- _Aim of the task_
Collect the lines of the entries where "will" shows up.

- _Extracted information_
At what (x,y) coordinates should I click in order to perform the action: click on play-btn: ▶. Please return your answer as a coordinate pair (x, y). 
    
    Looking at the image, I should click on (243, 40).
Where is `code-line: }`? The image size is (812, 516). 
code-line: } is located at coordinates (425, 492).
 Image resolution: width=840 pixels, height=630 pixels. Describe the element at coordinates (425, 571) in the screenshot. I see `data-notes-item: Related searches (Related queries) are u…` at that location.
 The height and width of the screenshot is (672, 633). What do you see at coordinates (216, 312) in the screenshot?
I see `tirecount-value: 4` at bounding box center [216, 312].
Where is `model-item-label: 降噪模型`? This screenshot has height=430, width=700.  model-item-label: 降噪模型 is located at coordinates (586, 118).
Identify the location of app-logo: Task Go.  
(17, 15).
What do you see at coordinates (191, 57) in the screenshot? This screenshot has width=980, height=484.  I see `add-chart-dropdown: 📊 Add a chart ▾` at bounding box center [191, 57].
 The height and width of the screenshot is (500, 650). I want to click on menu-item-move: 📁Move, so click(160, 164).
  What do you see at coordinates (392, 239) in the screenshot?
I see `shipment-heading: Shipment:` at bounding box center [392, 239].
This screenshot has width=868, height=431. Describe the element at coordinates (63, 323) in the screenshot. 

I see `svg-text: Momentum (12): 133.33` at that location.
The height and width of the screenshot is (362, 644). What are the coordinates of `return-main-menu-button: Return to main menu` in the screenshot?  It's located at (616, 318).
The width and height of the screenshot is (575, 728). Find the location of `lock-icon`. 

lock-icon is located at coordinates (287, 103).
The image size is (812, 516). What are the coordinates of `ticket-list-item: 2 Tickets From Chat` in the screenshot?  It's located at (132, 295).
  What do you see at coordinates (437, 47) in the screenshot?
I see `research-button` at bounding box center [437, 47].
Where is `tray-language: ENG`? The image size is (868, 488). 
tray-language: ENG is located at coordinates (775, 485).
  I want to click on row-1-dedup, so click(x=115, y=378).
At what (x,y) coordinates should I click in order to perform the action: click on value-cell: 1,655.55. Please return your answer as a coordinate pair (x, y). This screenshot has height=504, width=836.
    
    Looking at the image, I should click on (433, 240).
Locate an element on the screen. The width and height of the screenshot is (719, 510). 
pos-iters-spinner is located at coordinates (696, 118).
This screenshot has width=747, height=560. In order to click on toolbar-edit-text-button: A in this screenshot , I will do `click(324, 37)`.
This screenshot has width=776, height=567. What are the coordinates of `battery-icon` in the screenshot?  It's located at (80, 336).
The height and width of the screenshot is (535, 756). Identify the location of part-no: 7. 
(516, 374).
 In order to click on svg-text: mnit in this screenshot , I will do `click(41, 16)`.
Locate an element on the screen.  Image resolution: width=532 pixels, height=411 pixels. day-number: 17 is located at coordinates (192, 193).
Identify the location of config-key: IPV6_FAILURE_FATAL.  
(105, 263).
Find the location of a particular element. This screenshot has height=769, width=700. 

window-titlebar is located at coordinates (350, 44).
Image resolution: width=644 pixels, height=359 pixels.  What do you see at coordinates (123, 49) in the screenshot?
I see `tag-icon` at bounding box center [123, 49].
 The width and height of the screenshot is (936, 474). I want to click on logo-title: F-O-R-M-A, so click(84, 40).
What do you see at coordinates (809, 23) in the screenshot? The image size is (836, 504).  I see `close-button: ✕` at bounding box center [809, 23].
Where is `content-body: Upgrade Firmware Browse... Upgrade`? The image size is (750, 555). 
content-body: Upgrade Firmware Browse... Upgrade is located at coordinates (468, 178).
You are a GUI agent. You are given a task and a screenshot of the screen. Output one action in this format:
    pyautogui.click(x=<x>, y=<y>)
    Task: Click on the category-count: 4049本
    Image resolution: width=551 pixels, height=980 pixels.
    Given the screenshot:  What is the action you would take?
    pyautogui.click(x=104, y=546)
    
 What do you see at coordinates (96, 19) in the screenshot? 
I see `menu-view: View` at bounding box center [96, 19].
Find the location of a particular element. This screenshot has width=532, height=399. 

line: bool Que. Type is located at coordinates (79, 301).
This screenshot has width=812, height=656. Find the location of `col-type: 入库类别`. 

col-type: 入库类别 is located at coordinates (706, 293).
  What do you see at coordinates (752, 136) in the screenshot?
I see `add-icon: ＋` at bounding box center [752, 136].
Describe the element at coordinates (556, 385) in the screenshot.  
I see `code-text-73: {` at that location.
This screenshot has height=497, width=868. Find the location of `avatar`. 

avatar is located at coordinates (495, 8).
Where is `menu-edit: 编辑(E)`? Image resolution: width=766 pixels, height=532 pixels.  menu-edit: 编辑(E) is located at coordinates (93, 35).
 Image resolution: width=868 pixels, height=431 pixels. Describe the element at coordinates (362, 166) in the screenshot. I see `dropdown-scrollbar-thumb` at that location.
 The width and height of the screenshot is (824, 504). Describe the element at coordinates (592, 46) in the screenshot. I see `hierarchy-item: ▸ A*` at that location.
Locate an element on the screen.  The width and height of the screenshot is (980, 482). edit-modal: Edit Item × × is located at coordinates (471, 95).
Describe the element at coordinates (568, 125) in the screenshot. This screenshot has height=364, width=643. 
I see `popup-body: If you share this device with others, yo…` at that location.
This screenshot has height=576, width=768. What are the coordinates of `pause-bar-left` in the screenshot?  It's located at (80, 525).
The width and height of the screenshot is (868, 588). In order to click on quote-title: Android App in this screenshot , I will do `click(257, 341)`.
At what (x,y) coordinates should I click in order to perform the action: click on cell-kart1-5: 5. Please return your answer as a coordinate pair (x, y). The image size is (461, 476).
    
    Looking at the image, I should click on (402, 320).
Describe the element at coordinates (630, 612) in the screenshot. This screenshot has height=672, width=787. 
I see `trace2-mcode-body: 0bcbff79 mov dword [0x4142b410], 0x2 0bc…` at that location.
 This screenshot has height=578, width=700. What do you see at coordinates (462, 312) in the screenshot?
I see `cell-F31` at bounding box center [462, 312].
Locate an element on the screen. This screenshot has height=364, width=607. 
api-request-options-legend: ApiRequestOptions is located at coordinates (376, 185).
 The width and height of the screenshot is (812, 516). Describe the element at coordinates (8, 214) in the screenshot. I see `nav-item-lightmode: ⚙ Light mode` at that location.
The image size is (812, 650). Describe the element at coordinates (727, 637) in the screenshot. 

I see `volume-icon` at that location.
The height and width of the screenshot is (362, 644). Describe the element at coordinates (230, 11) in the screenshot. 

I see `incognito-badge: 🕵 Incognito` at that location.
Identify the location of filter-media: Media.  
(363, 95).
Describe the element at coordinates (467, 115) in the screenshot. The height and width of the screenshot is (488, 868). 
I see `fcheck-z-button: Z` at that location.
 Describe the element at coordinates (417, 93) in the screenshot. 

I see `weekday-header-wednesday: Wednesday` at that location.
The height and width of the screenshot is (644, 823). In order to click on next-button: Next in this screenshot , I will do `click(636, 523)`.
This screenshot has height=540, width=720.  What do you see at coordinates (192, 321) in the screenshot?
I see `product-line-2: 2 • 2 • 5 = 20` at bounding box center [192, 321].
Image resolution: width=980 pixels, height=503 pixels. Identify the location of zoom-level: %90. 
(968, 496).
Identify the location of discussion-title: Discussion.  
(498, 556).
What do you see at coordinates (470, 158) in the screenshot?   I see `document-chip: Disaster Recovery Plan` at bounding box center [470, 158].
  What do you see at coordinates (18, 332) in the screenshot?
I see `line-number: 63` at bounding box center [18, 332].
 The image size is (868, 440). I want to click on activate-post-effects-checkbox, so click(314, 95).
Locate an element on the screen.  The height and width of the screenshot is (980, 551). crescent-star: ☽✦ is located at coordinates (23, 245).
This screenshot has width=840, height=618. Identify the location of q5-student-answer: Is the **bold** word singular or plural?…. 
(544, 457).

- _Written response_
This screenshot has width=747, height=560. In order to click on toolbar-edit-text-button: A in this screenshot , I will do `click(324, 37)`.
 In order to click on svg-text: mnit in this screenshot , I will do `click(41, 16)`.
The width and height of the screenshot is (868, 588). In order to click on quote-title: Android App in this screenshot , I will do `click(257, 341)`.
The height and width of the screenshot is (644, 823). In order to click on next-button: Next in this screenshot , I will do `click(636, 523)`.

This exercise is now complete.